The Tea Party canon includes other works, some of them unlikely. Organizers have promoted “Rules for Radicals,” by Saul D. Alinsky, as a primer on community organizing tactics, and “The Starfish and the Spider: The Unstoppable Power of Leaderless Organizations,” by Ori Brafman and Rod A. Beckstrom, an argument for the strength of movements built around ideas rather than leaders.

But the ideological works tend to draw heavily on the classics of Austrian economics (Hayek, Bastiat and Ludwig von Mises) and on works arguing for a new perspective on the Constitution and the Founding Fathers. (“The 5000 Year Leap,” “The Real George Washington” and “The Real Thomas Jefferson.”)

Doug Bramley, a postal worker and Tea Party activist in Maine, picked up “The Road to Serfdom” after Mr. Beck mentioned it on air in June. (Next up for Mr. Bramley, another classic of libertarian thought: “I’ve got to read ‘Atlas Shrugged,’ ” he said.) He found Hayek “dense reading,” but he loved “The 5000 Year Leap.”

“You don’t read it,” Mr. Bramley said, “you study it.”

Across the country, many Tea Party groups are doing just that, often taking a chapter to discuss at each meeting.

The book was published in 1981 by W. Cleon Skousen, a former Salt Lake City police chief who had a best seller in “The Naked Communist” in the 1960s, and died in 2006 at the age of 92. “The 5000 Year Leap” hit the top of the Amazon rankings in 2009 after Mr.
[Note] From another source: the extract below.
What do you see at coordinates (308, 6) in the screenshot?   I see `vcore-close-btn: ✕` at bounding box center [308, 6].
Beck put it on his list for the 9/12 groups, his brand of Tea Party.

It spins the Constitution in a way most legal scholars would not recognize — even those who embrace an “originalist” interpretation.
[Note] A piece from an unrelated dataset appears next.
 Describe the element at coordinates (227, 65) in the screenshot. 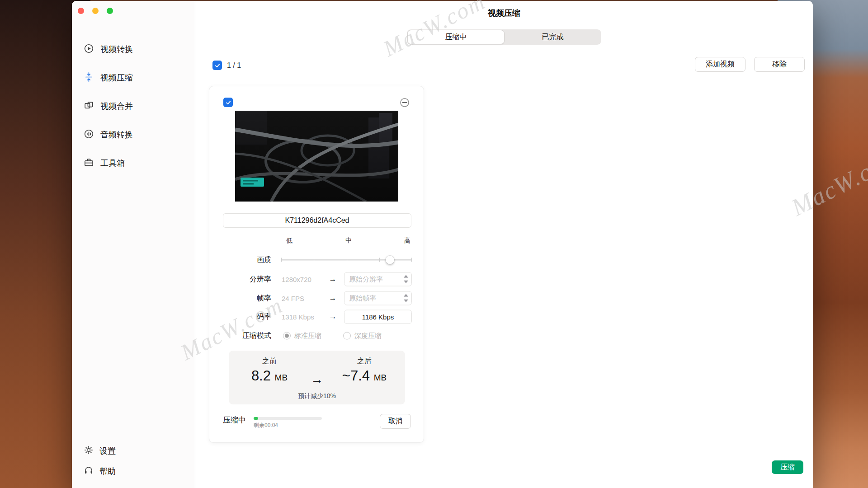

I see `select-all-row: 1 / 1` at that location.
It argues that the Founding Fathers were guided by 28 “principles of liberty,” above all, a belief that government should be based on “Natural Law,” or “a code of right reason from the Creator himself.” The founders, Skousen wrote, believed in the equal protection of rights, but not the equal distribution of things — an argument that many Tea Party activists now make against the health care overhaul passed in March.

“One of the worst sins of government, according to the Founders, was the exercise of coercive taxing powers to take property from one group and give it to another,” he wrote.
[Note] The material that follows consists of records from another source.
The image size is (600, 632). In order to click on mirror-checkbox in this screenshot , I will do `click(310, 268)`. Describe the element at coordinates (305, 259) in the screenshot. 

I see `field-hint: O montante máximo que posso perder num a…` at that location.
“Leap” argues that when Jefferson spoke of a “wall of separation between church and state,” he was referring only to the federal government, and was in fact “anxious” for the state governments to promote religion. In Skousen’s interpretation, public schools should be used for religious study, and should encourage Bible reading.

It is from this book that many Tea Party supporters and candidates have argued for repeal of the 17th Amendment. Prior to the amendment, state legislators elected United States senators. “Since that time,” Skousen wrote, “there has been no veto power which the states could exercise against the Congress in those cases where a federal statute was deemed in violation of states’ rights.”

Neither Hayek nor Bastiat were writing with the United States in mind. But their arguments, too, have become fodder for a movement that believes that government intervention is the wrong solution to the country’s economic woes — and is, in fact, the problem, resulting in runaway national debt.

Hayek, who won the Nobel Prize in economic sciences in 1974, argued that when a government begins any kind of central economic planning, it must decide which needs are more and less important, and therefore ends up controlling every aspect of its citizens lives.

Bastiat called taxation “legal plunder,” allowing the government to take something from one person and use it for the benefit of someone else, “doing what the citizen himself cannot do without committing a crime.” In his view, protective tariffs, subsidies, progressive taxation, public schools, a minimum wage, and public assistance programs were of a piece. “All of these plans as a whole,” he wrote, “constitute socialism.”

The works are more suited to protest than to policy making, as Bastiat himself recognized. “If you wish to be strong, begin by rooting out every particle of socialism that may have crept into your legislation,” he urged. “This will be no light task.”